It must be tedious and frustrating to be a "concerned Canadian." So many errors to be corrected; so many problems to be resolved; so many wrong directions to be set straight.
Not in Canada of course, but in the United States. And Uncle Sam persistently fails to appreciate how he should be a better Canadian. Still, if President Obama has listened carefully to your extended albeit unsolicited advice on February 19, dreams may come true.
But in the mean time, we have had Senator Romeo Dallaire, former general and poster child for post-traumatic stress disorder, taking up the cudgels to provide guidance for how the United States should handle Omar Khadr. Why not just return the tormented young man to Canada. But for what, pray tell? Senator Dallaire suggests "rehabilitation and re-integration." Nary a mention of punishment. Somehow, punishment seems un-Canadian when associated with any consequences for Mr Khadr's activity.
Earlier, the good Senator harrumphed that Mr Khadr has been "traumatized," and that his treatment was "outright unfair and unacceptable." Others have contended that no trial should be permitted because all evidence against him is tainted by the circumstances under which he has been held and interrogated.
But Senator Dallaire and other Canadian pontificators conspicuously ignore the results of Mr Khadr's actions: the widow of Sgt 1st Class Christopher J Speer and her two fatherless children, Mrs Tabitha Speer and her now 9 year old daughter and 7 year old son. It is almost six and a half years since their husband and father was killed in Afghanistan. These are three Americans who go unmentioned in the chattering stories agonizing over the "tortures" suffered by Mr Khadr. These are three individuals whose lives are immeasurably more harmed and damaged than that of Mr Khadr.
Even less mentioned is Sgt Layne Morris, who lost an eye to the same grenade that killed Sgt Speer. His military career ended due to the injury--but perhaps Canadians and Senator Dallaire would be more sympathetic if he claimed PTSD.
In truth, Mr Khadr was the luckiest teenager in the world. How many enemy combatants fatally wound a military unit's medic and survive to tell the tale? Indeed, it is only the consequence of unprecedented U.S. medical and humanitarian action that Mr Khadr survived to whine about his fate--or for the Senator Dallaires of the world to claim his treatment is unjust.
Khadr's proponents contend that he was a "child soldier" because he was 15 when captured in Afghanistan. Leaving aside the fact that he was not a "soldier" since he was not in any uniform or regular military formation, he was certainly doing his level best to kill those who called upon him and his companions to surrender. He was no more a soldier than your local Toronto gang-banger gunning down rivals over drug turf is a soldier. Do Canadians somehow conclude that they can wander the world trying to kill Americans and get a free pass to do so as long as they are under age 18? Sorry; but we unreconstructed Americans believe that if you are old enough to try to kill us, you are old enough to pay the consequences.
But, to be sure, we have Mr Khadr's defense lawyers attempting to argue that "friendly fire" killed Sgt Speer and that Khadr's contradictory testimony is tainted. Next I expect to hear them claim Mr Khadr was being held against his will by rude Taliban companions after attempting to return to Koranic studies in Toronto--at worst a victim of the "Stockholm syndrome" generating artificial sympathy with one's captors.
Let's leave it at that. Mr Khadr currently suspended trial is scheduled to resume; if his lawyers are sufficiently persuasive, he will be released--a free Canadian. If convicted, that is the time for the Canadian government to propose his return to Canada to serve his sentence in a "Club Fed" akin to that nurturing Paul Bernardo.
But if Canadians would like a bit of perspective to their normal media reading, they might access the "Honor the Fallen" site for Sgt Speer at www.fallenheroesmemorial.com/oef/profiles/speerchristopherj.html.
Scrolling down the page, you will find a tribute by his wife Tabitha. And perhaps reflect on who truly deserves your sympathy.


BRIEF
Say how many lines of the material include "Manufacturing". Give the number without any other text.

PROVIDED DATA
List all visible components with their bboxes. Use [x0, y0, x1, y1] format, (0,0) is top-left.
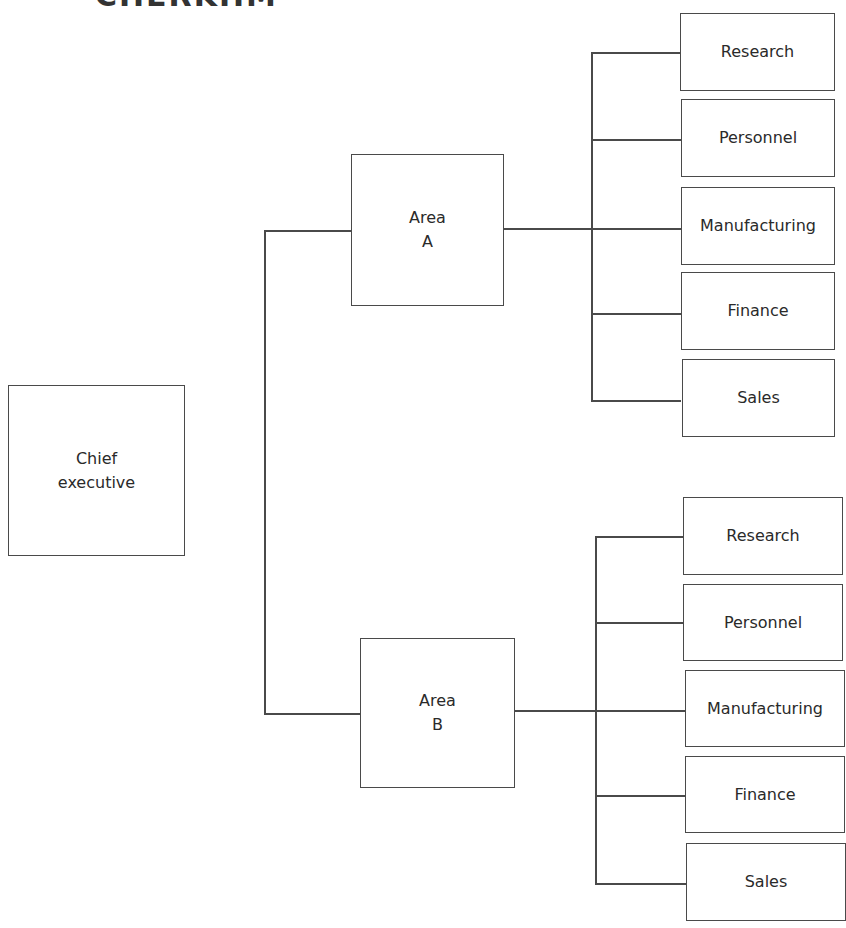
node-b-research: Research: [683, 497, 843, 575]
connector-b-finance: [595, 795, 685, 797]
node-label: Sales: [745, 870, 788, 894]
connector-a-sales: [591, 400, 681, 402]
connector-b-personnel: [595, 622, 684, 624]
node-chief-executive: Chief executive: [8, 385, 185, 556]
node-label: B: [419, 713, 456, 737]
node-b-personnel: Personnel: [683, 584, 843, 661]
connector-to-area-b: [264, 713, 361, 715]
node-label: Finance: [734, 783, 795, 807]
node-a-sales: Sales: [682, 359, 835, 437]
node-label: executive: [58, 471, 135, 495]
node-label: Research: [726, 524, 799, 548]
node-b-finance: Finance: [685, 756, 845, 833]
connector-a-research: [591, 52, 681, 54]
connector-spine-area-b: [595, 536, 597, 884]
node-area-b: Area B: [360, 638, 515, 788]
chart-title-fragment: CHERKHM: [95, 0, 278, 13]
node-label: Area: [409, 206, 446, 230]
node-label: Manufacturing: [700, 214, 816, 238]
connector-a-personnel: [591, 139, 681, 141]
node-label: Research: [721, 40, 794, 64]
node-a-research: Research: [680, 13, 835, 91]
node-label: Chief: [58, 447, 135, 471]
node-a-personnel: Personnel: [681, 99, 835, 177]
node-label: Finance: [727, 299, 788, 323]
node-label: Sales: [737, 386, 780, 410]
node-label: Personnel: [719, 126, 797, 150]
node-a-manufacturing: Manufacturing: [681, 187, 835, 265]
node-label: Personnel: [724, 611, 802, 635]
connector-area-b-out: [514, 710, 685, 712]
connector-spine-areas: [264, 230, 266, 714]
node-label: Manufacturing: [707, 697, 823, 721]
connector-to-area-a: [264, 230, 352, 232]
node-b-manufacturing: Manufacturing: [685, 670, 845, 747]
node-b-sales: Sales: [686, 843, 846, 921]
node-a-finance: Finance: [681, 272, 835, 350]
node-area-a: Area A: [351, 154, 504, 306]
node-label: A: [409, 230, 446, 254]
connector-b-research: [595, 536, 684, 538]
node-label: Area: [419, 689, 456, 713]
connector-spine-area-a: [591, 52, 593, 401]
connector-b-sales: [595, 883, 686, 885]
connector-a-finance: [591, 313, 681, 315]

RESPONSE AREA
4